Krugmanophobia Landsburgensis
Steve Landsburg is an economist with a bit of a Krugman fixation. He rarely misses a chance to bash him, and this post is a case in point.
His target is This Krugman NYT Op-ED
Paul Krugman is at it again, casting aspersions on everyone who opposes extended unemployment benefits while offering absolutely no positive argument for those benefits. Let me explain what would count, to an economist, as a positive argument.
Perhaps Steve missed it, but Krugman does offer an argument, brief here, but explained in great detail in his other popular writings:
One main reason there aren’t enough jobs right now is weak consumer demand.
Now no economist, not even one of the far right, could miss the idea that the present crisis is one of a failure of final demand. The true believers might imagine that this is not the case, but they could hardly be so innocent of history as not to recognize this argument. So does Landsburg try to refute Krugman’s argument or confront it in any way? No and no – he instead chooses to ignore and constructs instead a “toy model”, as he styles it, where his argument has some traction. (Toy Model)
Look through the toy model for any hint that final demand or any other macroeconomic consideration could be a factor in his calculations – I don’t think you will find any. Especially you won’t find any hint that the economy right now is producing trillions of dollars fewer worth of goods than it would if employment were normal. I wasn’t in the mood to check the details, but it could be that he slipped in an arithmetic error or so as well – it couldn’t matter because the whole exercise entirely ignores the point.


**ABOUT THIS EXERCISE:**
For each line of the data below, copy it if it holds the word "Give".

[Records from a collection of figures]
++++++++

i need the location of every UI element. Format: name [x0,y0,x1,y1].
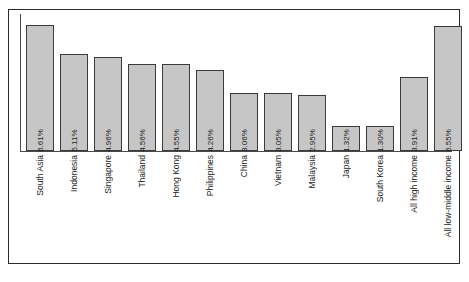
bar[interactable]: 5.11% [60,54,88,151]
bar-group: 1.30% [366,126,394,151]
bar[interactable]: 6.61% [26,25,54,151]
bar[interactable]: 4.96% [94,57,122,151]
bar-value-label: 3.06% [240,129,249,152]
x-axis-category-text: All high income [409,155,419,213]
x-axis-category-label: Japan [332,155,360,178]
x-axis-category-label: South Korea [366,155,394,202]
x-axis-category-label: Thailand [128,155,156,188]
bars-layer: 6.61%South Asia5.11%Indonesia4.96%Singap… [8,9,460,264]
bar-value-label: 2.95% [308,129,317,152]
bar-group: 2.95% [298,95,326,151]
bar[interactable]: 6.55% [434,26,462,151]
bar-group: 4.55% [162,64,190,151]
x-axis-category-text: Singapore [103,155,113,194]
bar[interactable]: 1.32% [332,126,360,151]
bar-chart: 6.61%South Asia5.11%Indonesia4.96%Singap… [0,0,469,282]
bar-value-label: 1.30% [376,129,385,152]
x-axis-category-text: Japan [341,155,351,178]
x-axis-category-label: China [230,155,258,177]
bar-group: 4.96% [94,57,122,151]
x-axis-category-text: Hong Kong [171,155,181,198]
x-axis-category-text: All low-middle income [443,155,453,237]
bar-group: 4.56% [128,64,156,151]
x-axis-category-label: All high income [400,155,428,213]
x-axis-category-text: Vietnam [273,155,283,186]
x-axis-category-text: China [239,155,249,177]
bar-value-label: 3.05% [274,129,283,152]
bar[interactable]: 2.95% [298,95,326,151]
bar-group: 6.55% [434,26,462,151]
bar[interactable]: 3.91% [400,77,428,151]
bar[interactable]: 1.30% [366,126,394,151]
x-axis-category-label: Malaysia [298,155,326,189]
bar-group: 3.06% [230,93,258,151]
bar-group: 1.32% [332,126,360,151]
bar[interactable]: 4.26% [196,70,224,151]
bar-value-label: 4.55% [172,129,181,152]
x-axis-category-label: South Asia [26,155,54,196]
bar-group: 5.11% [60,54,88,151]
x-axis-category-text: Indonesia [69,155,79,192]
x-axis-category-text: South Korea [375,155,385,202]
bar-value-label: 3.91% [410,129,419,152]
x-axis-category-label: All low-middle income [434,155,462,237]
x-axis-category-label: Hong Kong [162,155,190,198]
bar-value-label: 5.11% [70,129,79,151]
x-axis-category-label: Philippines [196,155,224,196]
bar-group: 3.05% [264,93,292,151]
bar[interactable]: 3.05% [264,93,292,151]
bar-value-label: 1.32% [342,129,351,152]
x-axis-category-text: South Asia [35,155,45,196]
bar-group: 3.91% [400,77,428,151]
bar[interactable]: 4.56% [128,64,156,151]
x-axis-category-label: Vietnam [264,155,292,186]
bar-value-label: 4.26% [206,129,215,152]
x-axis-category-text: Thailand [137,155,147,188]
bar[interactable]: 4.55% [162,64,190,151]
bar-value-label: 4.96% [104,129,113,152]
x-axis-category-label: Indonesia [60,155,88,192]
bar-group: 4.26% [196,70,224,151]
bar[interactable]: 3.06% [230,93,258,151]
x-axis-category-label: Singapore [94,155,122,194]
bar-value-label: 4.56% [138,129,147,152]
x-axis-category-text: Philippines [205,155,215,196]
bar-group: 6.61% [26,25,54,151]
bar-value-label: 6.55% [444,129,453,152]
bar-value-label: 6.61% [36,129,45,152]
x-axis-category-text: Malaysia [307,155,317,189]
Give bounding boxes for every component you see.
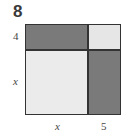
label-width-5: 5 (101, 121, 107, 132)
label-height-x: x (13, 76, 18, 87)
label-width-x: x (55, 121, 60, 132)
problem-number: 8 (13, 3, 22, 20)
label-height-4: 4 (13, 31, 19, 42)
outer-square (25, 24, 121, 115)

++++++++

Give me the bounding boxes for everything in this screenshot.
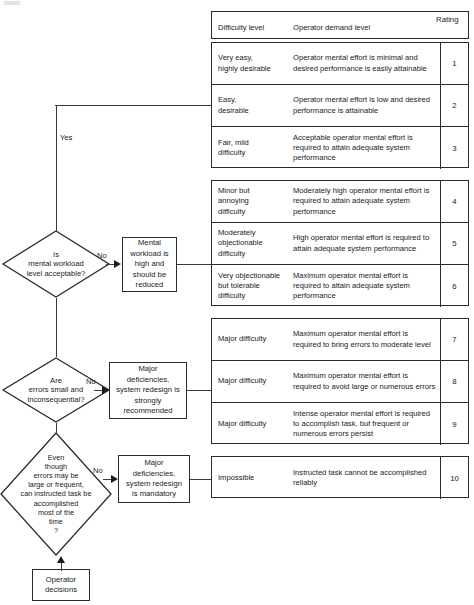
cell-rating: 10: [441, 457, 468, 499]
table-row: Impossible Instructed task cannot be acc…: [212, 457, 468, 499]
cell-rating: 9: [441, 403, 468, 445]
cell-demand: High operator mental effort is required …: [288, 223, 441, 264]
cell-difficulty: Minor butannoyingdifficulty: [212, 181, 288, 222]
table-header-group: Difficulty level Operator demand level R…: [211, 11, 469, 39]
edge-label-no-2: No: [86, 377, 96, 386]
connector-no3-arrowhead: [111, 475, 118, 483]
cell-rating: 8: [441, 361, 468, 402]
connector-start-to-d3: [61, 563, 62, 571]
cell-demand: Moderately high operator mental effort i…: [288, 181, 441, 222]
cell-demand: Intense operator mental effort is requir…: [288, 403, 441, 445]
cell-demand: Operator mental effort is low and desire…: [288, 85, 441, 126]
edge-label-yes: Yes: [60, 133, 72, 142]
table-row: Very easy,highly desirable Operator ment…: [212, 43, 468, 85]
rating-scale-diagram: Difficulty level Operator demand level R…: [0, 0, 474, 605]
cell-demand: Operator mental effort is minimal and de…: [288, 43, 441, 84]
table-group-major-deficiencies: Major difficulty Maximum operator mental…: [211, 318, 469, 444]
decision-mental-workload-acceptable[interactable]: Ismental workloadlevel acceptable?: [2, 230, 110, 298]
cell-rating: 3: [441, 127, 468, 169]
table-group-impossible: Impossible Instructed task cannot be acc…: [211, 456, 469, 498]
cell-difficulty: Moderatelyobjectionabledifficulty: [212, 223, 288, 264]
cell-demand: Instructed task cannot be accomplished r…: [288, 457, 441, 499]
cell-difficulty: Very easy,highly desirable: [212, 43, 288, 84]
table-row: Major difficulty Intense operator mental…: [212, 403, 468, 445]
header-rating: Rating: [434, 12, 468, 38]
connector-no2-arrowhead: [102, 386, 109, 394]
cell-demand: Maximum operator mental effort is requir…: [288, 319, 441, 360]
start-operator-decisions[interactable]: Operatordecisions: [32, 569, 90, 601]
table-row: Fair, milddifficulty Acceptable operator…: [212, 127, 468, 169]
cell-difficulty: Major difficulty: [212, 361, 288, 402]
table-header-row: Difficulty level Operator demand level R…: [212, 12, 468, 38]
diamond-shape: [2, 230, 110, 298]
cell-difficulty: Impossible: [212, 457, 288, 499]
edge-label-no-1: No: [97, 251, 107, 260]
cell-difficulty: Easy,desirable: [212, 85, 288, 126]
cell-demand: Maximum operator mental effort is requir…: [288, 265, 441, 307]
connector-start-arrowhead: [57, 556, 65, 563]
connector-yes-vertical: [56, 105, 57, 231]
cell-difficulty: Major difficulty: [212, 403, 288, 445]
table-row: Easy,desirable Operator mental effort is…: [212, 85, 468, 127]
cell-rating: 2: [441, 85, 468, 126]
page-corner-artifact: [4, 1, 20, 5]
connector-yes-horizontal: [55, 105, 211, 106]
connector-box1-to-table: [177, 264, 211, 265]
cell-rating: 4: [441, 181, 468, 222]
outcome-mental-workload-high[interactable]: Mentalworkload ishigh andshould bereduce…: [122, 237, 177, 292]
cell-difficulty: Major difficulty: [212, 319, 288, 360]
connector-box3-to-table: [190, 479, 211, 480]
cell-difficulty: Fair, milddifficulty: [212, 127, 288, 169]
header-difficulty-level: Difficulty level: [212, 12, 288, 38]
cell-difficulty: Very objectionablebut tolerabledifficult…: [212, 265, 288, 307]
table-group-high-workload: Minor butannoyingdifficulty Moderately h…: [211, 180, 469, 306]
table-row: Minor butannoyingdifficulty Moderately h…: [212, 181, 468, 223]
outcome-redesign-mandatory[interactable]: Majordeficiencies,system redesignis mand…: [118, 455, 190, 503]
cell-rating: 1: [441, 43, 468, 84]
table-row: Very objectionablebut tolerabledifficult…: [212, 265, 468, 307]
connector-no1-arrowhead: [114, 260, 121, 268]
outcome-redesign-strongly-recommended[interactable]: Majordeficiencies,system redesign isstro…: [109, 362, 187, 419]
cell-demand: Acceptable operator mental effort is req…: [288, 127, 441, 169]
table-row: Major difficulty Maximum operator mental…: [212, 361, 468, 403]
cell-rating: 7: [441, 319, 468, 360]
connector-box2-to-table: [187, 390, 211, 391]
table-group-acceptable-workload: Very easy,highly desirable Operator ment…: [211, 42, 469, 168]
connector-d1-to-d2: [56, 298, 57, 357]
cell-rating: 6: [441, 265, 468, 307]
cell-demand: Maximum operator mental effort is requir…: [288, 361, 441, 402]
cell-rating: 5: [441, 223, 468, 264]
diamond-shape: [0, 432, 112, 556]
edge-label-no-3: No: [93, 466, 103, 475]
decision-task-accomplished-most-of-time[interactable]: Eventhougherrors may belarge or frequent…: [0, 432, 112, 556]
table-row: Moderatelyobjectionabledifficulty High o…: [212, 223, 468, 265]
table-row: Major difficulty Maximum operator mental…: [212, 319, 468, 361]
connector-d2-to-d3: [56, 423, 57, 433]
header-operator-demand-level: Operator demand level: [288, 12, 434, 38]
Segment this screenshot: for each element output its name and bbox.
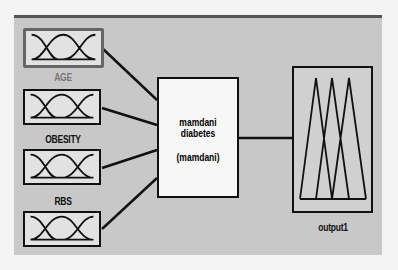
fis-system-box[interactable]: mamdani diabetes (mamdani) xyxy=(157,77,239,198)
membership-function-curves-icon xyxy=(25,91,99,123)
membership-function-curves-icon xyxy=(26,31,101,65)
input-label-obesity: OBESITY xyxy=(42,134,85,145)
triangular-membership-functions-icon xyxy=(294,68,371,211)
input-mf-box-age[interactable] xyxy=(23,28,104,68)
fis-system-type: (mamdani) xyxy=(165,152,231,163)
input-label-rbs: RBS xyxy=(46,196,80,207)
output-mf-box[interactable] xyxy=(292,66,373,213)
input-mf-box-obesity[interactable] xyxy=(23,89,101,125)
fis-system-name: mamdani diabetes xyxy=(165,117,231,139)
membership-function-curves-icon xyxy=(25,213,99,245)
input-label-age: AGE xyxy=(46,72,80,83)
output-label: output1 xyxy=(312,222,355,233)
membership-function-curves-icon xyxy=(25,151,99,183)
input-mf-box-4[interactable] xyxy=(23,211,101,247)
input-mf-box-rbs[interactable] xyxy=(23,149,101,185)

++++++++

**WRITTEN RESPONSE:**
Give bounding boxes for every component you see.
Give me the bounding boxes for everything in this screenshot.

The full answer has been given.